The project was carried out by students in the Tropical Rainforest Program of the Evergreen State College from 6-11 March 2010. There was an experimental element to the project: we tested whether baiting plots prior to sifting would increase sampling efficiency (in terms of species richness) and whether it would increase the capture rate of Pheidole major workers.
On 7 March we took 60 miniWinkler samples. We went to the same section of trail where samples were taken in 2008 (8.40831 -83.32742), and used the same methods to place the 60 samples. Six groups of 3-4 students were stationed at 50m intervals along the trail, which is an area of primary forest. Each group laid out a transect due west (the trail runs roughly north-south) and took 10 miniWinkler samples at 5m intervals. For each transect group, each of the 10 sample plots was randomly assigned to one of two treatments, baiting and control, such that there were 5 baiting samples and 5 controls. For baiting sample plots, two cookies (Pecan Sandies) were crumbled over the 1 square meter plot. Control plots were left unmanipulated. After 1 hour, all plots were chopped with machete and sifted, following the usual miniWinkler procedure. Sampling was completed by noon and samples were transported to the station. The 60 miniWinkler bags were hung in the laboratory building. They were hung haphazardly on six suspended rails and not grouped by transect. Samples were left to extract for 3 days.
There were pest ants in the building, mainly Tetramorium bicarinatum and Solenopsis geminata. The presence of these in the samples could be contaminants.
The samples were returned to the Longino Lab at Evergreen. All ants were removed from the samples and sorted (Thanks to Brendon Boudinot, Casey Broderick, Jill Cooper, Sarah Rosewall, and Ali Stefancich from the Tropical Rainforests class, and Abby Aspee, Cheryl Braun, and Sara Roberts from the Invertebrate Zoology and Entomology class for helping with sample sorting). One of the sample vials was lost during processing, resulting in a sample size of 59.
A report of the results can be found here. Unlike the 2008 samples, some difficult genera were not sorted to species. Nylanderia was treated as a single taxon. Hypoponera was treated as two: H. parva and all other Hypoponera. Solenopsis was treated as two taxa: S. geminata and all other Solenopsis. Thus "species" in the report are a combination of species and groups of species. The results are based only on workers (species for which only queens were found were ignored). [These samples were fully sorted to species in 2014 and the full species dataset used in later analyses.]
The 2010 Tropical Rainforests class: Avery Adams, Brendon Boudinot, Casey Broderick, Jill Cooper, Oliver Dibble, Somerset Fetter, Kym Foley, Annie Forman, Brian Gallagher, David Isomaki, Mary Lightle, Gerin Love, Heidi Montez, Britt O'Leary, Jasmine Reppen, Sara Rosewall, Andrew Scott-Busenbark, Jared Smith, Alexandra Stefancich, Dana Swarth, Jacqueline Taylor, Courtney Thomas, Carlos Duran Westergaard (Faculty and staff: Alison Styring, Jack Longino, Mark Wainwright).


» Work item
Set the images aside and retype the whole listing exactly.

[[ Extracted entries, beginning ]]

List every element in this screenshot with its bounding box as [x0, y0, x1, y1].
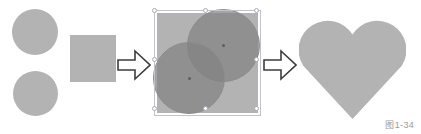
source-circle-top: [12, 9, 58, 55]
stage-result-heart: [299, 13, 406, 119]
stage-composite-shapes: [157, 13, 258, 113]
right-arrow-icon: [117, 49, 151, 81]
source-circle-bottom: [13, 71, 58, 116]
circle-center-dot-bottom-left: [188, 77, 191, 80]
right-arrow-icon: [263, 49, 297, 81]
source-square: [70, 35, 116, 82]
figure-caption: 图1-34: [385, 118, 414, 131]
figure-illustration: 图1-34: [0, 0, 421, 134]
circle-center-dot-top-right: [222, 44, 225, 47]
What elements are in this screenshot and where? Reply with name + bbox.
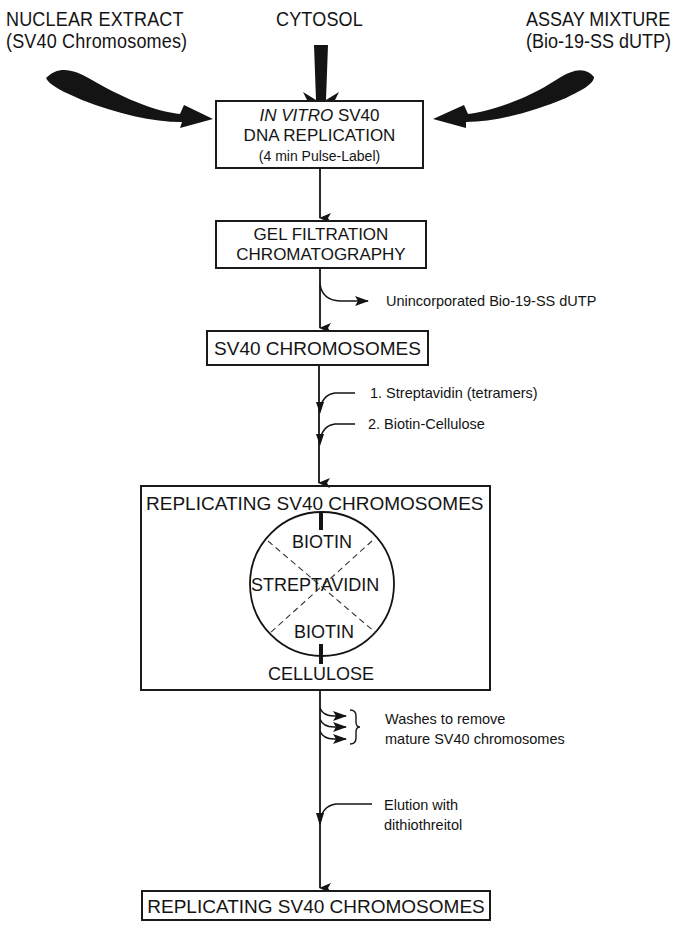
input-cytosol: CYTOSOL: [276, 8, 363, 31]
complex-title: REPLICATING SV40 CHROMOSOMES: [146, 493, 484, 515]
step-gel-filtration: GEL FILTRATION CHROMATOGRAPHY: [215, 220, 427, 269]
input-nuclear-extract: NUCLEAR EXTRACT (SV40 Chromosomes): [6, 8, 187, 52]
label-biotin-cellulose: 2. Biotin-Cellulose: [368, 416, 485, 432]
circle-streptavidin: STREPTAVIDIN: [251, 575, 379, 596]
nuclear-extract-arrow: [46, 70, 213, 128]
assay-mixture-arrow: [433, 70, 594, 128]
input-assay-mixture: ASSAY MIXTURE (Bio-19-SS dUTP): [526, 8, 670, 52]
label-elution: Elution with dithiothreitol: [384, 795, 462, 835]
complex-cellulose: CELLULOSE: [268, 664, 374, 685]
step-sv40-chromosomes: SV40 CHROMOSOMES: [206, 330, 429, 366]
circle-biotin-bottom: BIOTIN: [294, 622, 354, 643]
step-final-replicating: REPLICATING SV40 CHROMOSOMES: [141, 890, 491, 921]
washes-brace: [350, 710, 360, 744]
label-streptavidin: 1. Streptavidin (tetramers): [370, 385, 538, 401]
step-in-vitro-replication: IN VITRO SV40 DNA REPLICATION (4 min Pul…: [215, 100, 424, 169]
label-unincorporated: Unincorporated Bio-19-SS dUTP: [386, 293, 596, 309]
label-washes: Washes to remove mature SV40 chromosomes: [385, 709, 565, 749]
circle-biotin-top: BIOTIN: [292, 532, 352, 553]
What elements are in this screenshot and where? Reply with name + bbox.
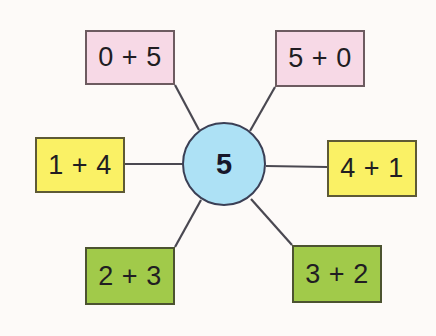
node-label-middle-left: 1 + 4 bbox=[48, 152, 111, 179]
edge-bottom-right-to-center bbox=[251, 199, 292, 245]
node-label-bottom-left: 2 + 3 bbox=[98, 263, 161, 290]
center-node-circle[interactable]: 5 bbox=[182, 122, 266, 206]
center-node-label: 5 bbox=[216, 148, 232, 181]
edge-top-right-to-center bbox=[250, 87, 275, 131]
node-label-top-left: 0 + 5 bbox=[98, 44, 161, 71]
node-box-bottom-left[interactable]: 2 + 3 bbox=[85, 247, 175, 305]
edge-middle-right-to-center bbox=[266, 166, 327, 167]
node-box-bottom-right[interactable]: 3 + 2 bbox=[292, 245, 382, 303]
node-box-middle-right[interactable]: 4 + 1 bbox=[327, 140, 417, 197]
node-box-top-right[interactable]: 5 + 0 bbox=[275, 30, 365, 87]
node-label-bottom-right: 3 + 2 bbox=[305, 261, 368, 288]
node-box-middle-left[interactable]: 1 + 4 bbox=[35, 137, 125, 193]
node-box-top-left[interactable]: 0 + 5 bbox=[85, 30, 175, 85]
edge-top-left-to-center bbox=[175, 85, 199, 130]
node-label-middle-right: 4 + 1 bbox=[340, 155, 403, 182]
edge-bottom-left-to-center bbox=[175, 200, 201, 247]
diagram-canvas: 0 + 5 5 + 0 1 + 4 4 + 1 2 + 3 3 + 2 5 bbox=[0, 0, 436, 336]
node-label-top-right: 5 + 0 bbox=[288, 45, 351, 72]
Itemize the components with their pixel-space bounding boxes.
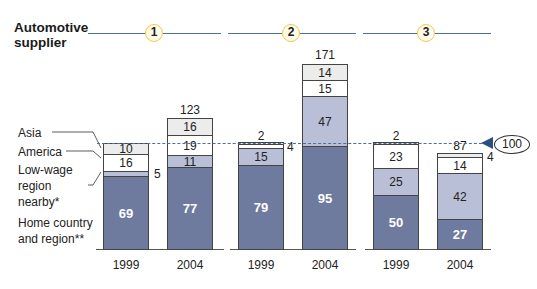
label-asia: 2	[373, 129, 419, 143]
bar-segment-america: 16	[103, 154, 149, 172]
bar-total: 123	[167, 103, 213, 117]
bar-segment-home: 27	[437, 219, 483, 250]
bar-total: 87	[437, 139, 483, 153]
reference-label: 100	[494, 135, 530, 154]
bar-segment-low-wage: 15	[238, 148, 284, 166]
bar-segment-america: 23	[373, 144, 419, 169]
bar-segment-home: 79	[238, 165, 284, 250]
bar-segment-home: 69	[103, 176, 149, 250]
label-asia: 2	[238, 129, 284, 143]
bar-segment-low-wage: 42	[437, 173, 483, 220]
bar-segment-low-wage: 25	[373, 168, 419, 196]
x-tick-label: 2004	[167, 258, 213, 272]
reference-arrow-icon	[481, 137, 493, 149]
x-tick-label: 2004	[302, 258, 348, 272]
bar-segment-asia: 10	[103, 143, 149, 155]
x-tick-label: 1999	[238, 258, 284, 272]
reference-line-100	[97, 143, 497, 144]
bar-segment-asia: 14	[302, 64, 348, 81]
bar-segment-home: 77	[167, 167, 213, 250]
bar-total: 171	[302, 48, 348, 62]
bar-segment-home: 50	[373, 195, 419, 250]
label-asia: 4	[487, 150, 494, 164]
x-tick-label: 1999	[103, 258, 149, 272]
bar-segment-home: 95	[302, 146, 348, 250]
bar-segment-low-wage: 47	[302, 96, 348, 147]
bar-segment-america: 19	[167, 135, 213, 156]
bar-segment-low-wage: 11	[167, 155, 213, 168]
bar-segment-america: 14	[437, 157, 483, 174]
x-tick-label: 2004	[437, 258, 483, 272]
label-low-wage: 5	[154, 167, 161, 181]
bar-segment-asia	[437, 153, 483, 158]
x-tick-label: 1999	[373, 258, 419, 272]
bar-segment-asia: 16	[167, 118, 213, 136]
bar-segment-america: 15	[302, 80, 348, 97]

[[ Extracted entries, end ]]

» Answer section
List every element in this screenshot with its bounding box as [x0, y0, x1, y1].
source-circle-top: [12, 9, 58, 55]
stage-result-heart: [299, 13, 406, 119]
stage-composite-shapes: [157, 13, 258, 113]
right-arrow-icon: [117, 49, 151, 81]
source-circle-bottom: [13, 71, 58, 116]
circle-center-dot-bottom-left: [188, 77, 191, 80]
right-arrow-icon: [263, 49, 297, 81]
source-square: [70, 35, 116, 82]
figure-caption: 图1-34: [385, 118, 414, 131]
figure-illustration: 图1-34: [0, 0, 421, 134]
circle-center-dot-top-right: [222, 44, 225, 47]
What elements are in this screenshot and where? Reply with name + bbox.
input-cytosol: CYTOSOL: [276, 8, 363, 31]
complex-title: REPLICATING SV40 CHROMOSOMES: [146, 493, 484, 515]
step-gel-filtration: GEL FILTRATION CHROMATOGRAPHY: [215, 220, 427, 269]
input-nuclear-extract: NUCLEAR EXTRACT (SV40 Chromosomes): [6, 8, 187, 52]
label-biotin-cellulose: 2. Biotin-Cellulose: [368, 416, 485, 432]
circle-streptavidin: STREPTAVIDIN: [251, 575, 379, 596]
nuclear-extract-arrow: [46, 70, 213, 128]
assay-mixture-arrow: [433, 70, 594, 128]
input-assay-mixture: ASSAY MIXTURE (Bio-19-SS dUTP): [526, 8, 670, 52]
label-elution: Elution with dithiothreitol: [384, 795, 462, 835]
complex-cellulose: CELLULOSE: [268, 664, 374, 685]
step-sv40-chromosomes: SV40 CHROMOSOMES: [206, 330, 429, 366]
circle-biotin-bottom: BIOTIN: [294, 622, 354, 643]
step-final-replicating: REPLICATING SV40 CHROMOSOMES: [141, 890, 491, 921]
washes-brace: [350, 710, 360, 744]
label-streptavidin: 1. Streptavidin (tetramers): [370, 385, 538, 401]
step-in-vitro-replication: IN VITRO SV40 DNA REPLICATION (4 min Pul…: [215, 100, 424, 169]
label-unincorporated: Unincorporated Bio-19-SS dUTP: [386, 293, 596, 309]
label-washes: Washes to remove mature SV40 chromosomes: [385, 709, 565, 749]
circle-biotin-top: BIOTIN: [292, 532, 352, 553]
What elements are in this screenshot and where? Reply with name + bbox.
node-label-middle-left: 1 + 4 bbox=[48, 152, 111, 179]
edge-bottom-right-to-center bbox=[251, 199, 292, 245]
node-label-bottom-left: 2 + 3 bbox=[98, 263, 161, 290]
center-node-circle[interactable]: 5 bbox=[182, 122, 266, 206]
center-node-label: 5 bbox=[216, 148, 232, 181]
edge-top-right-to-center bbox=[250, 87, 275, 131]
node-label-top-left: 0 + 5 bbox=[98, 44, 161, 71]
node-box-bottom-left[interactable]: 2 + 3 bbox=[85, 247, 175, 305]
edge-middle-right-to-center bbox=[266, 166, 327, 167]
node-box-bottom-right[interactable]: 3 + 2 bbox=[292, 245, 382, 303]
node-box-middle-right[interactable]: 4 + 1 bbox=[327, 140, 417, 197]
node-box-top-right[interactable]: 5 + 0 bbox=[275, 30, 365, 87]
node-label-bottom-right: 3 + 2 bbox=[305, 261, 368, 288]
node-box-middle-left[interactable]: 1 + 4 bbox=[35, 137, 125, 193]
node-box-top-left[interactable]: 0 + 5 bbox=[85, 30, 175, 85]
edge-top-left-to-center bbox=[175, 85, 199, 130]
node-label-middle-right: 4 + 1 bbox=[340, 155, 403, 182]
edge-bottom-left-to-center bbox=[175, 200, 201, 247]
diagram-canvas: 0 + 5 5 + 0 1 + 4 4 + 1 2 + 3 3 + 2 5 bbox=[0, 0, 436, 336]
node-label-top-right: 5 + 0 bbox=[288, 45, 351, 72]
Itemize the components with their pixel-space bounding boxes.
label-asia: 2	[373, 129, 419, 143]
bar-segment-america: 16	[103, 154, 149, 172]
bar-total: 123	[167, 103, 213, 117]
bar-segment-home: 27	[437, 219, 483, 250]
bar-total: 87	[437, 139, 483, 153]
reference-label: 100	[494, 135, 530, 154]
bar-segment-low-wage: 15	[238, 148, 284, 166]
bar-segment-america: 23	[373, 144, 419, 169]
bar-segment-home: 79	[238, 165, 284, 250]
bar-segment-home: 69	[103, 176, 149, 250]
label-asia: 2	[238, 129, 284, 143]
bar-segment-low-wage: 42	[437, 173, 483, 220]
bar-segment-low-wage: 25	[373, 168, 419, 196]
x-tick-label: 2004	[167, 258, 213, 272]
reference-arrow-icon	[481, 137, 493, 149]
x-tick-label: 2004	[302, 258, 348, 272]
bar-segment-asia: 10	[103, 143, 149, 155]
x-tick-label: 1999	[238, 258, 284, 272]
reference-line-100	[97, 143, 497, 144]
bar-segment-asia: 14	[302, 64, 348, 81]
bar-segment-home: 77	[167, 167, 213, 250]
bar-total: 171	[302, 48, 348, 62]
bar-segment-home: 50	[373, 195, 419, 250]
label-asia: 4	[487, 150, 494, 164]
x-tick-label: 1999	[103, 258, 149, 272]
bar-segment-home: 95	[302, 146, 348, 250]
bar-segment-low-wage: 47	[302, 96, 348, 147]
bar-segment-america: 19	[167, 135, 213, 156]
bar-segment-low-wage: 11	[167, 155, 213, 168]
bar-segment-america: 14	[437, 157, 483, 174]
x-tick-label: 2004	[437, 258, 483, 272]
label-low-wage: 5	[154, 167, 161, 181]
bar-segment-asia	[437, 153, 483, 158]
x-tick-label: 1999	[373, 258, 419, 272]
bar-segment-asia: 16	[167, 118, 213, 136]
bar-segment-america: 15	[302, 80, 348, 97]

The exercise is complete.